- DATA SUPPLIED:
※
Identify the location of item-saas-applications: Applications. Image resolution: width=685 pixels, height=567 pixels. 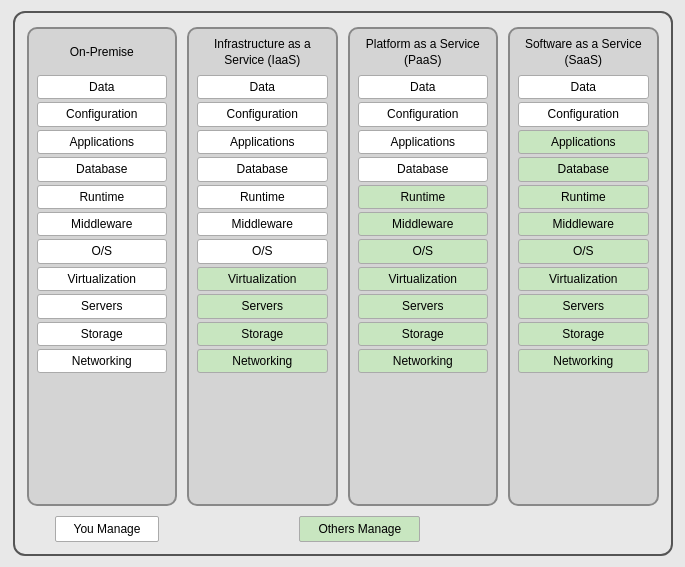
(584, 142).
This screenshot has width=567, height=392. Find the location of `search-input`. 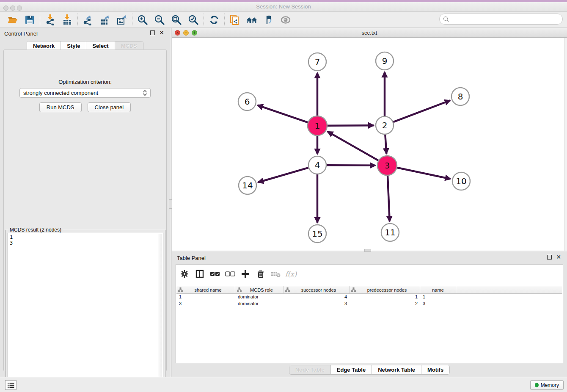

search-input is located at coordinates (502, 19).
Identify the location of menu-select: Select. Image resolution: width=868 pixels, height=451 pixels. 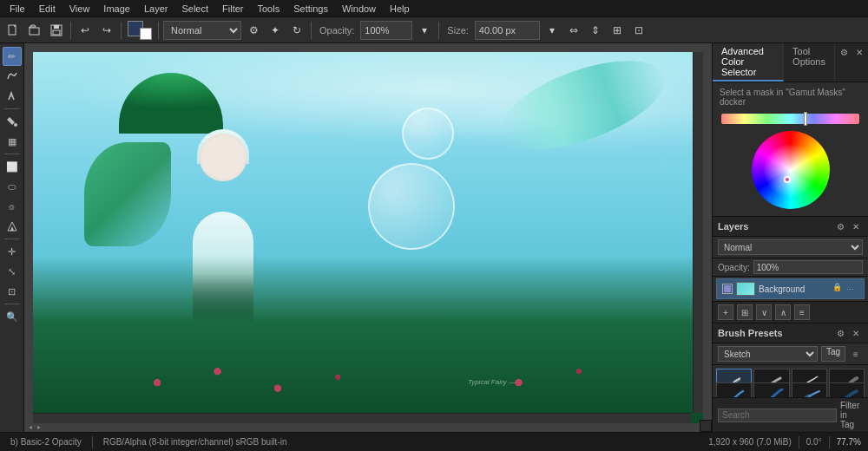
(194, 9).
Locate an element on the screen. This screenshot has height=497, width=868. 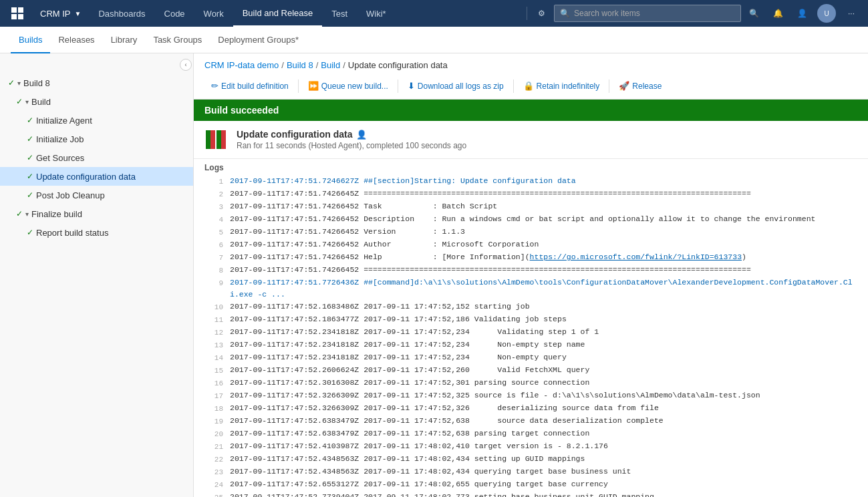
※
- EXERCISE GOAL: Drop the images; copy every entry above exactly.

- FINAL ANSWER:
Identify the location of item-saas-applications: Applications. Image resolution: width=685 pixels, height=567 pixels. 
(584, 142).
This screenshot has width=567, height=392. Find the location of `search-input`. 

search-input is located at coordinates (502, 19).
Identify the location of menu-select: Select. Image resolution: width=868 pixels, height=451 pixels. 
(194, 9).
Locate an element on the screen. This screenshot has height=497, width=868. 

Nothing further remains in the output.